By Alexander Marrow and Elena Fabrichnaya
MOSCOW (Reuters) – Russia will hold interest rates at 16% on Friday after 850 basis points of rate hikes in five meetings since July, a Reuters poll showed on Monday, with economists divided over the signal the bank will give to the market.
Widespread labour shortages, rouble weakness, strong credit growth and high government spending all contributed to stubborn price pressure in 2023, when annual inflation reached 7.4%, following on from an 11.9% reading in 2022.
But there are now signs that Russia’s consumer price growth is starting to ease. The central bank’s inflation target is 4%.
All 23 analysts and economists polled by Reuters on Monday predicted that the Bank of Russia would keep its key rate at 16% at Friday’s meeting.
Some economists said the central bank may go so far as to signal an upcoming rate cut, but others were less convinced.
“It is too early to talk about a sustainable inflation slowdown, seeing as the drop in price growth rates in December-January was mainly due to one-off and temporary factors,” said Igor Rapokhin, an FX and money market strategist at SberCIB Investment Research.
“We expect that the central bank will maintain the neutral signal at its next meetings (March and April) and continue to prepare the market for the likely lowering of the key rate later this year,” said Sovcombank chief analyst Mikhail Vasilyev.
Central Bank Governor Elvira Nabiullina gave a dovish signal in late January, stating in an interview with the RIA news agency that the bank sees room to lower its key rate, most likely in the second half of this year.
Nabiullina has been out of the public eye for several weeks, but on Monday made her first televised outing since cancelling a scheduled appearance almost a month ago.
Inflation and high interest rates are among challenges facing Russia’s economy as President Vladimir Putin prepares for a March presidential election, though Moscow’s success in evading a Western oil price cap is helping drive a recovery in economic growth and easing pressure for now.
In late February, 2022 Russia ramped up its benchmark rate to 20% in an emergency move after Moscow despatched tens of thousands of troops to Ukraine, which led to increasingly wide-ranging Western sanctions being imposed in response.
The key rate was then gradually cut to 7.5%, before the bank started hiking again in July 2023.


About this exercise
Repeat the listing word for word. No pictures belong in the copy.

⟨

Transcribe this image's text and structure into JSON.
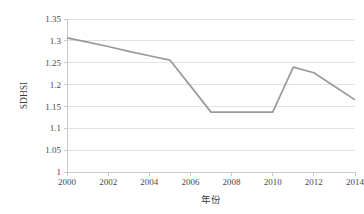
{
  "chart_data": {
    "type": "line",
    "title": "",
    "subtitle": "",
    "xlabel": "年份",
    "ylabel": "SDHSI",
    "xlim": [
      2000,
      2014
    ],
    "ylim": [
      1,
      1.35
    ],
    "grid": true,
    "legend": false,
    "legend_position": "none",
    "line_color": "#9a9a9a",
    "grid_color": "#d9d9d9",
    "axis_color": "#c4c4c4",
    "x": [
      2000,
      2001,
      2002,
      2003,
      2004,
      2005,
      2006,
      2007,
      2008,
      2009,
      2010,
      2011,
      2012,
      2013,
      2014
    ],
    "values": [
      1.307,
      1.297,
      1.287,
      1.276,
      1.266,
      1.256,
      1.197,
      1.137,
      1.137,
      1.137,
      1.137,
      1.24,
      1.227,
      1.196,
      1.165
    ],
    "series": [
      {
        "name": "SDHSI",
        "values": [
          1.307,
          1.297,
          1.287,
          1.276,
          1.266,
          1.256,
          1.197,
          1.137,
          1.137,
          1.137,
          1.137,
          1.24,
          1.227,
          1.196,
          1.165
        ]
      }
    ],
    "xticks": [
      2000,
      2002,
      2004,
      2006,
      2008,
      2010,
      2012,
      2014
    ],
    "xticklabels": [
      "2000",
      "2002",
      "2004",
      "2006",
      "2008",
      "2010",
      "2012",
      "2014"
    ],
    "yticks": [
      1,
      1.05,
      1.1,
      1.15,
      1.2,
      1.25,
      1.3,
      1.35
    ],
    "yticklabels": [
      "1",
      "1.05",
      "1.1",
      "1.15",
      "1.2",
      "1.25",
      "1.3",
      "1.35"
    ],
    "annotations": []
  }
}
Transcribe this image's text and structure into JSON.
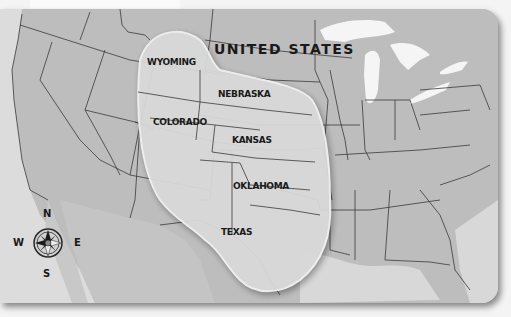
{
  "map": {
    "country_label": "UNITED STATES",
    "highlighted_region_states": [
      "WYOMING",
      "NEBRASKA",
      "COLORADO",
      "KANSAS",
      "OKLAHOMA",
      "TEXAS"
    ],
    "states": {
      "wyoming": "WYOMING",
      "nebraska": "NEBRASKA",
      "colorado": "COLORADO",
      "kansas": "KANSAS",
      "oklahoma": "OKLAHOMA",
      "texas": "TEXAS"
    },
    "compass": {
      "north": "N",
      "south": "S",
      "east": "E",
      "west": "W"
    },
    "colors": {
      "land": "#bdbdbd",
      "highlight": "#d9d9d9",
      "water": "#e4e4e4",
      "lakes": "#f5f5f5",
      "borders": "#3a3a3a",
      "text": "#1a1a1a"
    }
  }
}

⟩

Task answer
Transcribe this image's text and structure into JSON.
{
  "chart_data": {
    "type": "line",
    "title": "",
    "subtitle": "",
    "xlabel": "年份",
    "ylabel": "SDHSI",
    "xlim": [
      2000,
      2014
    ],
    "ylim": [
      1,
      1.35
    ],
    "grid": true,
    "legend": false,
    "legend_position": "none",
    "line_color": "#9a9a9a",
    "grid_color": "#d9d9d9",
    "axis_color": "#c4c4c4",
    "x": [
      2000,
      2001,
      2002,
      2003,
      2004,
      2005,
      2006,
      2007,
      2008,
      2009,
      2010,
      2011,
      2012,
      2013,
      2014
    ],
    "values": [
      1.307,
      1.297,
      1.287,
      1.276,
      1.266,
      1.256,
      1.197,
      1.137,
      1.137,
      1.137,
      1.137,
      1.24,
      1.227,
      1.196,
      1.165
    ],
    "series": [
      {
        "name": "SDHSI",
        "values": [
          1.307,
          1.297,
          1.287,
          1.276,
          1.266,
          1.256,
          1.197,
          1.137,
          1.137,
          1.137,
          1.137,
          1.24,
          1.227,
          1.196,
          1.165
        ]
      }
    ],
    "xticks": [
      2000,
      2002,
      2004,
      2006,
      2008,
      2010,
      2012,
      2014
    ],
    "xticklabels": [
      "2000",
      "2002",
      "2004",
      "2006",
      "2008",
      "2010",
      "2012",
      "2014"
    ],
    "yticks": [
      1,
      1.05,
      1.1,
      1.15,
      1.2,
      1.25,
      1.3,
      1.35
    ],
    "yticklabels": [
      "1",
      "1.05",
      "1.1",
      "1.15",
      "1.2",
      "1.25",
      "1.3",
      "1.35"
    ],
    "annotations": []
  }
}
Transcribe this image's text and structure into JSON.
{
  "map": {
    "country_label": "UNITED STATES",
    "highlighted_region_states": [
      "WYOMING",
      "NEBRASKA",
      "COLORADO",
      "KANSAS",
      "OKLAHOMA",
      "TEXAS"
    ],
    "states": {
      "wyoming": "WYOMING",
      "nebraska": "NEBRASKA",
      "colorado": "COLORADO",
      "kansas": "KANSAS",
      "oklahoma": "OKLAHOMA",
      "texas": "TEXAS"
    },
    "compass": {
      "north": "N",
      "south": "S",
      "east": "E",
      "west": "W"
    },
    "colors": {
      "land": "#bdbdbd",
      "highlight": "#d9d9d9",
      "water": "#e4e4e4",
      "lakes": "#f5f5f5",
      "borders": "#3a3a3a",
      "text": "#1a1a1a"
    }
  }
}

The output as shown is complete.